If clients H & W were estranged, or if they were not husband and wife, it would be apparent that the representation undertaken could involve the attorney in representing differing interests and also could involve the kind of multiple employment in which exercise of the attorney?s independent professional judgment in behalf of one client could be adversely affected by his representation of the other. Stripped of the marital relationship, this is a case of an automobile accident in a borrowed car with an injured passenger. In such circumstances the driver of the borrowed car is at least potentially a defendant in the car owner?s suit for property damages and in the passenger?s suit for personal injury. In the present case, W as the driver has been brought into the action as a third party defendant, thus becoming formally aligned in opposition to the attorney?s other clients, H in his own behalf, and H as a representative of the estate of the passenger. The opposition of H & W could become substantive as well as formal. An attorney representing W could well advise his client, not only to defend on the grounds of lack of negligence, but to defend by attacking H?s proof of damages and the damages sought to be proved on behalf of the child?s estate.

Multiple representation in situations like this has in the past been approved and disapproved with little apparent regard for general principles. ABA Informal Opinion 723 disapproved representation of driver and passenger unless there was no possible liability of driver to passenger. Otherwise, the opinion would not have allowed dual representation even with consent, and the Committee noted that in any case it would be better that the same attorney not represent both parties. N.Y. State Opinion 349 expressed similar views.
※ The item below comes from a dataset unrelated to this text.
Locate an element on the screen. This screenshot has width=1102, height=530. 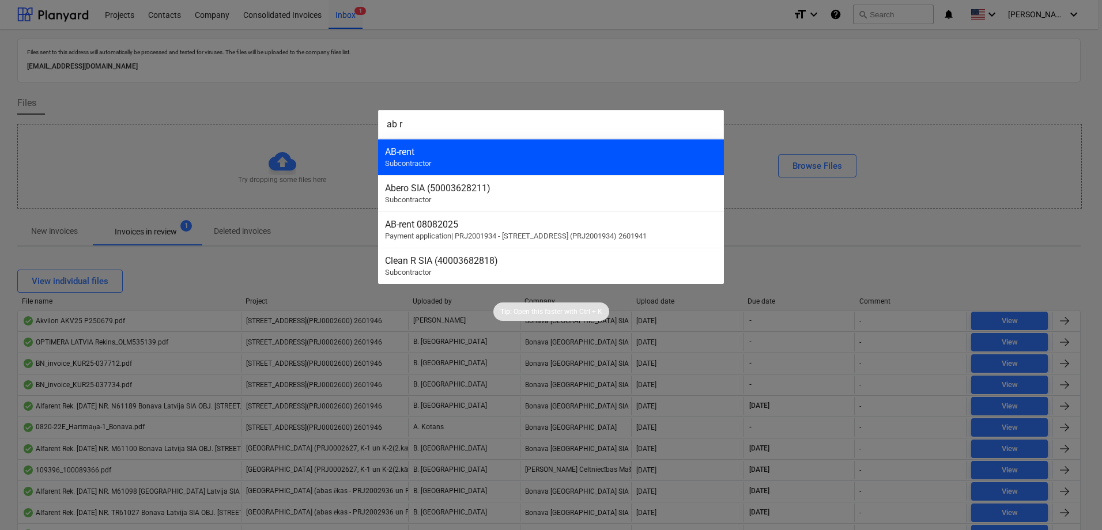
div: Clean R SIA (40003682818)Subcontractor is located at coordinates (551, 266).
On the other side of the issue, for example, was Opinion 198 of the Michigan Bar Association dated November, 1963.

Prior to adoption of the ABA Code of Professional Responsibility it was the general rule that consent by an informed client would permit the representation of differing interests. Now the rule, in Maine, and nearly everywhere else, is that consent will not sanction multiple employment unless it is obvious that the attorney can adequately represent the interests of each client. As the Reporter?s Notes to Rule 3.4(b) express it, ?if his capability [to provide adequate representation for each client with a differing interest] requires substantial explanation the condition cannot be met.?

It is suggested that in the present case, there is no conflict of interest because clients H & W agree on the strategy to be followed by the attorney and agree that the driver of the other car, not W, was at fault. This, however, merely seeks to explain why H & W consent to multiple employment. This consent does not make it obvious that the same attorney can represent passenger and driver in the present case. Since consent alone will not remove the bar to representation of differing interests, the desire of the parties that their interests not conflict and their wish to avoid conflict will not do so when it is not otherwise obvious that each party will be represented adequately. In the present case it is not obvious, since the key issue of W?s potential liability cannot be resolved on the facts available to the Commission and would require ?substantial explanation? in any event.

It is not material that H and W are the sole heirs of the deceased minor. They are still potentially adverse as to one‑half of the minor?s estate. Nor is it material that they are uninsured.[1] We do not know what assets might eventually become available to satisfy a judgment against W.


Footnote

[1] Cf. M.S.B.A. Opinion No. 40 of 4/14/73 in which an insurance company, the real party in interest in owner?s suit against driver of the other car, was assumed to be the liability carrier, obliged as such to defend a third party complaint against the owner?s son, who was driving his car. Since there was but one interested party, the insurance company, the opinion held that the same attorney could represent the plaintiff owner and the third party defendant driver.